For an online 3D virtual environment to engage its customers successfully:
- It is essential that new users grasp these basics at a rewarding pace (not sure that the pace needs to be fast but it does need to be rewarding).
- The relationship between reward (the sense of ‘getting somewhere’ and of making purposeful progress) whilst learning the new application must counterbalance the inevitable frustrations of learning that same new application!
- If people enjoy the learning experience they will invest more time and money and willingly engage in the repetitious learning sequence until it eventually becomes second nature.

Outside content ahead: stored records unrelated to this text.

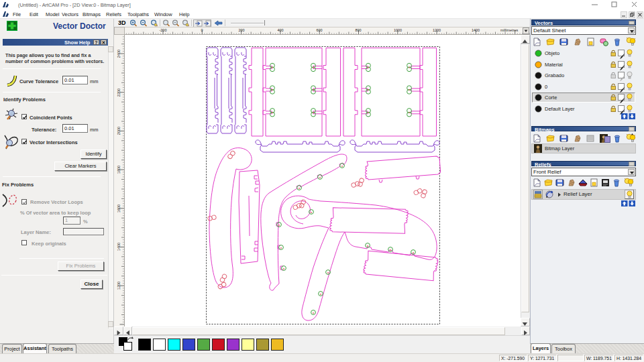 Image resolution: width=644 pixels, height=362 pixels. Describe the element at coordinates (119, 170) in the screenshot. I see `svg-text: 1800` at that location.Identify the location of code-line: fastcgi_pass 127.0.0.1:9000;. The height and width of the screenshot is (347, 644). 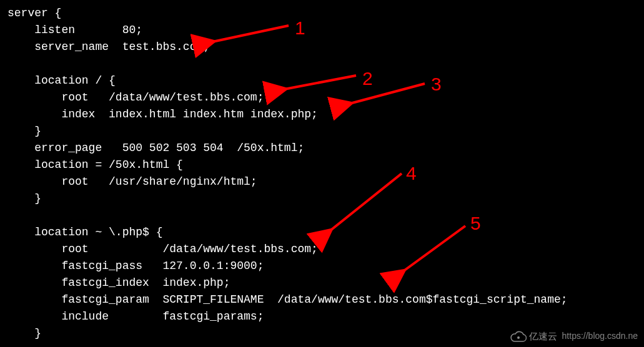
(136, 266).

Now, I am off to fly my space ship over at Eve Online… just need to figure which is the front and which is the back end of my ship, that might help the steering thing? I will leave you with some happy snaps from Second Life’s Welcome Island.
Update to this post.
Thanks to Doreen who left a comment on this blog I discovered that there is a ‘back’ button in Viewer 2. (This is a big help though the button could be improved a little.) It is useful for folks traveling around SL as it allows you to return to a location you have visited at an earlier time. However, it will not let newbies return to Welcome Island and requests that they head over to Help Island Public instead. This is probably aimed at preventing ner-do-wells from harassing newbies on Welcome Island (they can harass newbies on Help Island Public instead).
To make use of the back button:
Locate ‘Places’ in the control panel on the left of your screen and then select the tab ‘Teleport History’ and you will see the locations you previously visited. Teleport History is a little simplistic in that it will not return you to the precise place you teleported from, it always takes you to the official starting point of a location.